The Itch would sink into your skin, into your bones and sinew. When it was deep in your system, it would shake through you, itching so fierce it felt like your whole body was buzzing with it. When the Itch was as deep as it ever could be, the next stages came quickly: nausea, vomiting, headaches, fever, dizziness and fatigue. When you collapsed, you’d be rushed to the infirmary. Ironically, the three days of itching down to your core with no one to talk to was the only leisure time you had. Everyone played as hard as they could, but you couldn’t win against the Red Planet.

If you could distract yourself from the Itches, the infirmary wasn’t so bad; a half-time break, refreshing, yet shadowed by the inevitable return. Still, better than the 20-hour shifts, were the lonely meals in a silent cafeteria.
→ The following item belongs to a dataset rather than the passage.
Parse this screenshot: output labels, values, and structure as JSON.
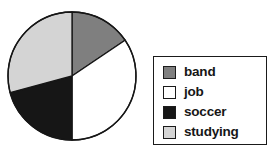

The only thing that made it worthwhile, the only thing that kept you going when hours of overtime went unnoticed and unpaid, when the exhaustion reverberated in your every thought and sleep slipped away until you were back at work again, was the knowledge that your family was safe. The letters he received from home, stories of children he hadn’t seen grow up, bills cleared on time, and mortgages paid early, kept him sane.

Even when the Itches came every other month, then every third week, then every time he left the infirmary, he seemed to go right back. Even when he was submitted to the Indefinite Wing. Even when the doctors told him it wasn’t worth going home because he wouldn’t get to say goodbye. Even when a bright trefoil appeared on his door and the doctors stopped coming. Because, despite his sportsmanship, the Red Planet would always win. But it was worth it.

Joey knew that if he hadn’t gone, his family wouldn’t have made it through the next winter. Jobs on Earth were drying up, being replaced with machinery. Unemployment benefits became smaller and smaller until they were nothing at all. But on Mars, jobs were easy to get and wages were sky high.

If he died on this faraway Red Planet with only his calluses for company, that was okay. It was worth it. For his family, for progress.

He had to believe that it was worth it.

Judges’ Comments

This is an ambitious exploration of universal themes of love, sacrifice and exploitation, handled with skill and empathy. Imagination, combined with strong writing, results in a piece where the reader, too, can feel the itches!